There is a tendency for people to think that we can solve global warming simply by changing our technologies. Not true, We have to also change our behavior and learn to live with limitations, and less wastefulness. Unfortunately, people have grown so accustomed to convenience and to acting on impulse that living sustainably may prove to be a very large challenge. At CRED, researchers are talking about decision making and the environment --- what will influence people's abilities to choose things like water management or land use policies that are good for them in the long term but require changes or sacrifice in the short term. One recurrent finding is that people need maps, strategies and cognitive plans that they can easily follow. I'm thinking about what sustainable maps of the mind might look like.
On Peoples' minds: "I've been trying to make notes on my carbon footprint, to keep a waste inventory. It's staggering! My life is organized in a way that depends on being able to throw things away - from coffee at Starbucks to packaged foods to all the energy I use just by watching TV. This ecology thing is much bigger than people think.

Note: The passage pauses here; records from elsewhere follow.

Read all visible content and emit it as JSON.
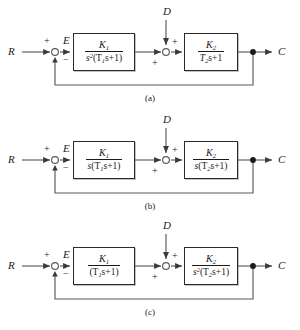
{
  "figure": {
    "type": "control-block-diagram-set",
    "diagram_count": 3,
    "line_color": "#555555",
    "box_border_color": "#2a2a2a",
    "text_color": "#1a1a1a",
    "background": "#ffffff"
  },
  "common": {
    "input_label": "R",
    "error_label": "E",
    "disturbance_label": "D",
    "output_label": "C",
    "sum1_plus": "+",
    "sum1_minus": "−",
    "sum2_plus_top": "+",
    "sum2_plus_bottom": "+",
    "first_numerator": "K",
    "first_numerator_sub": "1",
    "second_numerator": "K",
    "second_numerator_sub": "2"
  },
  "diagrams": [
    {
      "id": "a",
      "caption": "(a)",
      "block1": {
        "numerator": "K",
        "numerator_sub": "1",
        "denominator_plain": "s²(T₁s+1)",
        "den_lead": "s",
        "den_lead_sup": "2",
        "den_rest_open": "(T",
        "den_rest_sub": "1",
        "den_rest_close": "s+1)"
      },
      "block2": {
        "numerator": "K",
        "numerator_sub": "2",
        "denominator_plain": "T₂s+1",
        "den_lead": "T",
        "den_lead_sup": "",
        "den_rest_open": "",
        "den_rest_sub": "2",
        "den_rest_close": "s+1"
      }
    },
    {
      "id": "b",
      "caption": "(b)",
      "block1": {
        "numerator": "K",
        "numerator_sub": "1",
        "denominator_plain": "s(T₁s+1)",
        "den_lead": "s",
        "den_lead_sup": "",
        "den_rest_open": "(T",
        "den_rest_sub": "1",
        "den_rest_close": "s+1)"
      },
      "block2": {
        "numerator": "K",
        "numerator_sub": "2",
        "denominator_plain": "s(T₂s+1)",
        "den_lead": "s",
        "den_lead_sup": "",
        "den_rest_open": "(T",
        "den_rest_sub": "2",
        "den_rest_close": "s+1)"
      }
    },
    {
      "id": "c",
      "caption": "(c)",
      "block1": {
        "numerator": "K",
        "numerator_sub": "1",
        "denominator_plain": "(T₁s+1)",
        "den_lead": "",
        "den_lead_sup": "",
        "den_rest_open": "(T",
        "den_rest_sub": "1",
        "den_rest_close": "s+1)"
      },
      "block2": {
        "numerator": "K",
        "numerator_sub": "2",
        "denominator_plain": "s²(T₂s+1)",
        "den_lead": "s",
        "den_lead_sup": "2",
        "den_rest_open": "(T",
        "den_rest_sub": "2",
        "den_rest_close": "s+1)"
      }
    }
  ]
}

For me, it would be like a personal revolution --- and I'm not sure I would even know how."
"If we can design our way into difficulty, we can design our way out . . . [but] to do things differently, we must perceive things differently" John Thackara.
In the News: You are what you spend, and consumption is spreading faster than ever. Good for prosperity, bad for the environment. Time to look at economic models that don't require all this excess to hold together a nation's financial health.